In this tutorial, we go through spawning an IPFS node, adding a file and cat'ing the file multihash locally and throught the gateway.
You can find a complete version of this tutorial in 1.js. For this tutorial, you need to install the following dependencies: ipfs
and async
using npm install ipfs async
.
Creating an IPFS instance can be done in one line, after requiring the module, you simply have to:
const IPFS = require('ipfs')
const node = new IPFS()
We can listen for the ready
event to learn when the node is ready to be used. In this part, we start using async/series
to help us manage the async flow. As a test, we are going to check the version of the node.

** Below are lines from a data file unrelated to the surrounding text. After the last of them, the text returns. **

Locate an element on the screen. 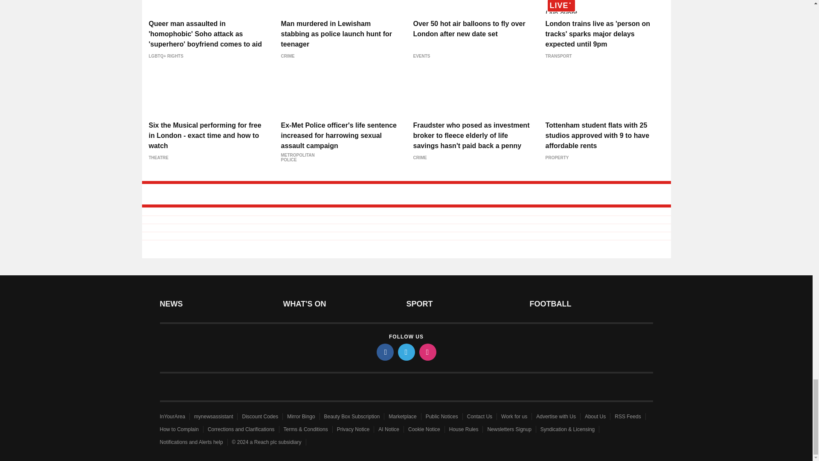  twitter is located at coordinates (406, 351).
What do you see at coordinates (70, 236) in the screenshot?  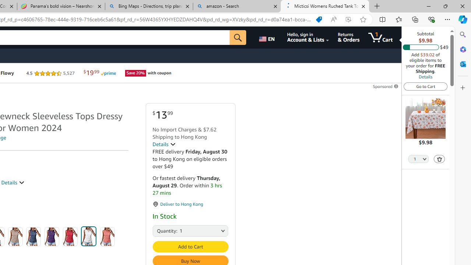 I see `Red` at bounding box center [70, 236].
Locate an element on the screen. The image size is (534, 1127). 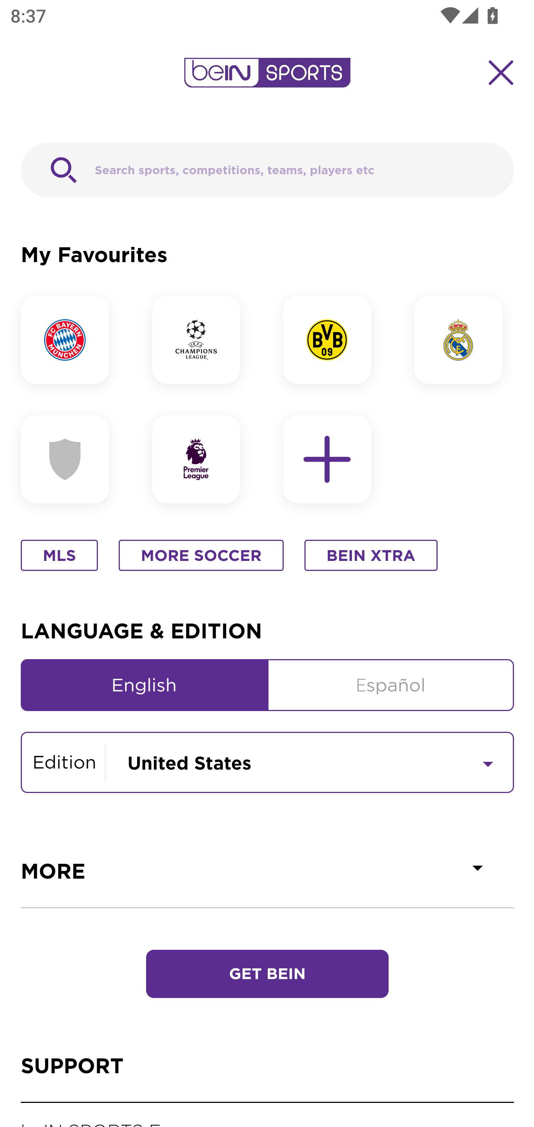
United States is located at coordinates (310, 761).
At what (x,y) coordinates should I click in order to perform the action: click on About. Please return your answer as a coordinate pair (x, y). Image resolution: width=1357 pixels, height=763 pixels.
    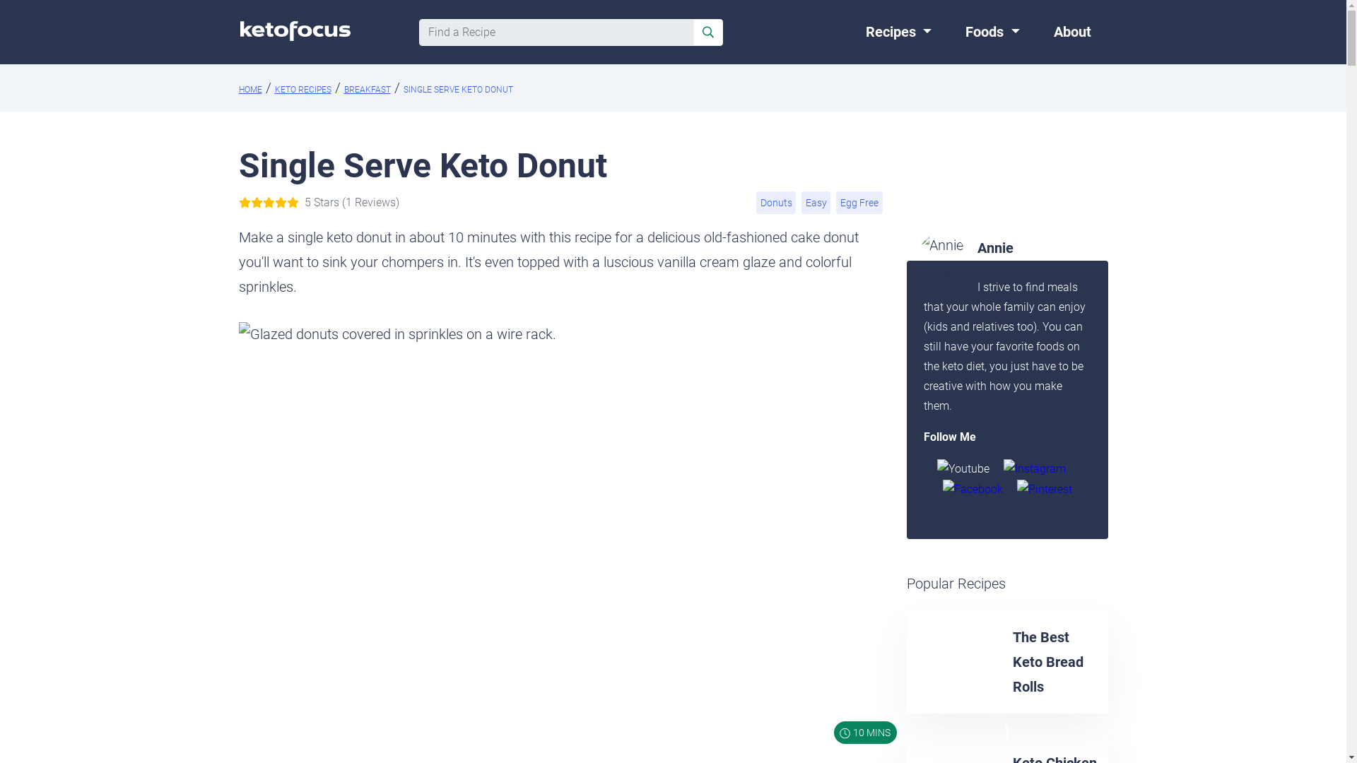
    Looking at the image, I should click on (1072, 33).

const IPFS = require('ipfs')
const node = new IPFS()
series([
(cb) => node.on('ready', cb),
(cb) => node.version((err, version) => {
if (err) { return cb(err) }
console.log('Version:', version.version)
cb()
})
])
Running the code above gets you:
> node 1.js
IPFS Version: 0.25.0
Now lets make it more interesting and add a file to IPFS. We can do it by adding another async call to the series that uses the node.files.add
call. You can learn about IPFS API for files at interface-ipfs-core.
// Create the File to add, a file consists of a path + content. More details on
// https://github.com/ipfs/interface-ipfs-core/blob/master/SPEC/FILES.md
(cb) => node.files.add({
path: 'hello.txt',
content: Buffer.from('Hello World')
}, (err, filesAdded) => {
if (err) { return cb(err) }
// Once the file is added, we get back an object containing the path, the
// multihash and the sie of the file
console.log('\nAdded file:', filesAdded[0].path, filesAdded[0].hash)

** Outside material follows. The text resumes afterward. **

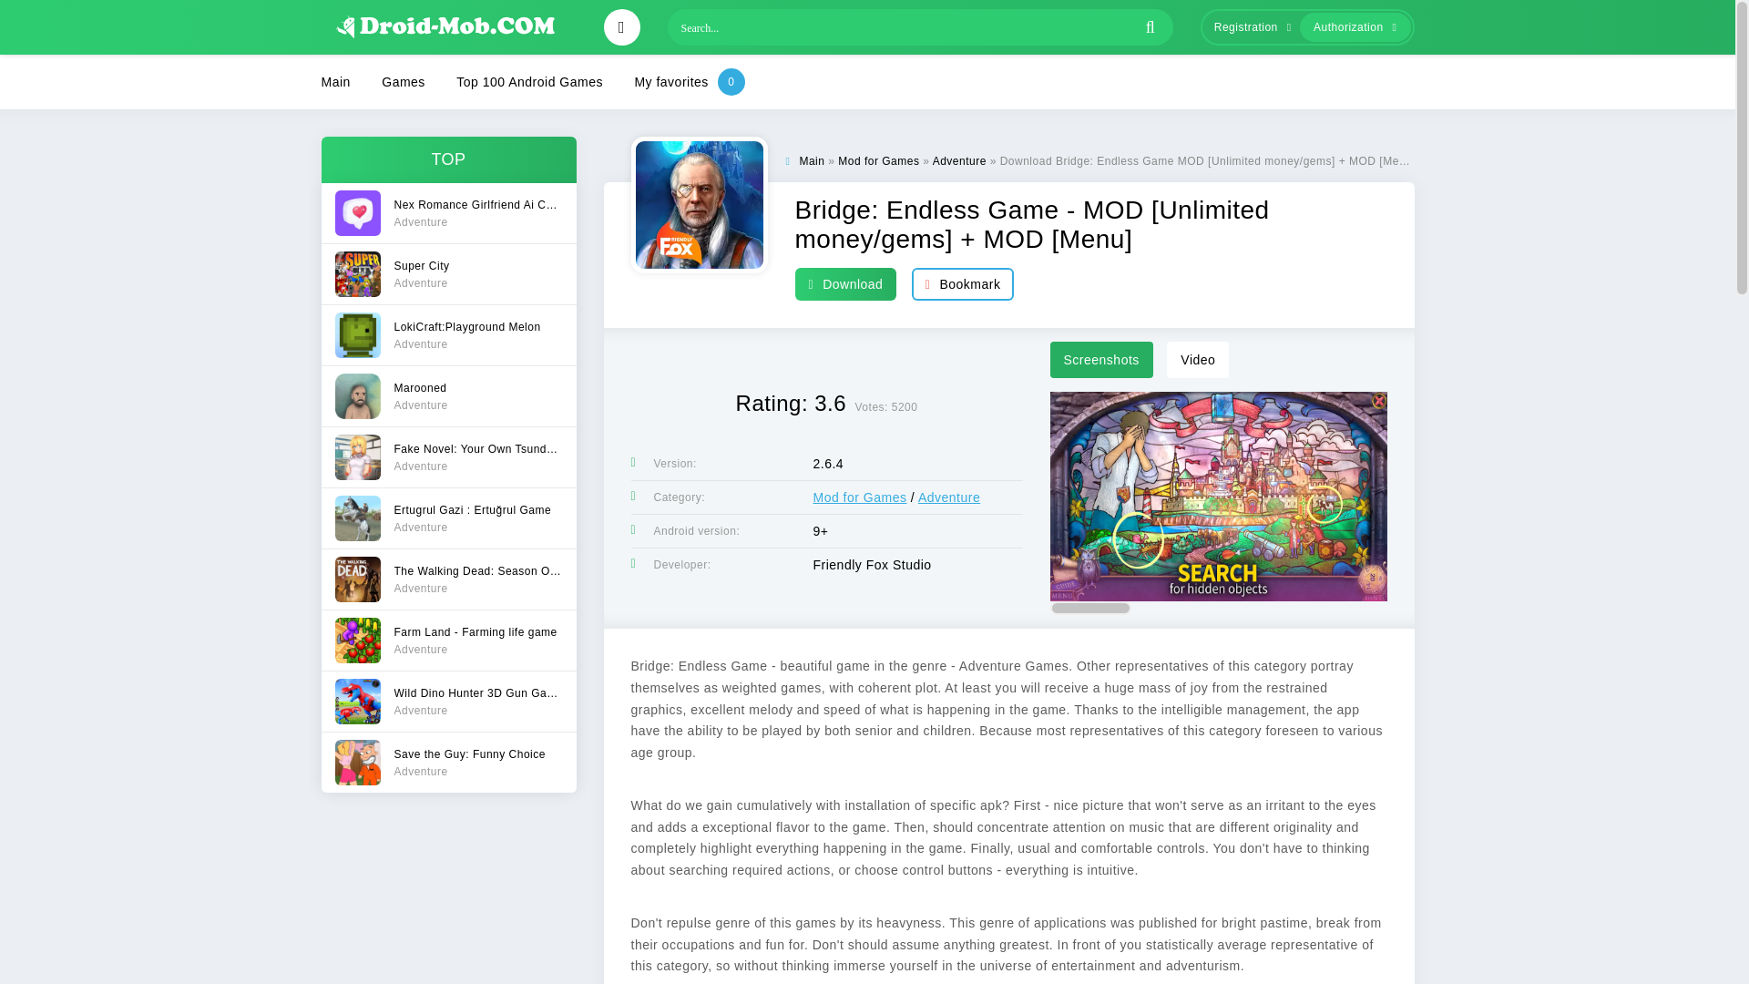 This screenshot has width=1749, height=984. What do you see at coordinates (1248, 27) in the screenshot?
I see `Main` at bounding box center [1248, 27].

fileMultihash = filesAdded[0].hash
cb()
})
If you avoid calling that last cb()
, the program won't exit enabling you to go to an IPFS Gateway and load the printed hash from a gateway. Go ahead and try it!
> node 1.js
Version: 0.25.0
Added file: hello.txt QmXgZAUWd8yo4tvjBETqzUy3wLx5YRzuDwUQnBwRGrAmAo
# Copy that hash and load it on the gateway, here is a prefiled url:
# https://ipfs.io/ipfs/QmXgZAUWd8yo4tvjBETqzUy3wLx5YRzuDwUQnBwRGrAmAo
The last step of this tutorial is retrieving the file back using the cat
😺 call. Add another step on the series chain that does the following:
(cb) => node.files.cat(fileMultihash, (err, data) => {
if (err) { return cb(err) }
console.log('\nFile content:')
// print the file to the terminal and then exit the program
process.stdout.write(data)
})
That's it! You just added and retrieved a file from the Distributed Web!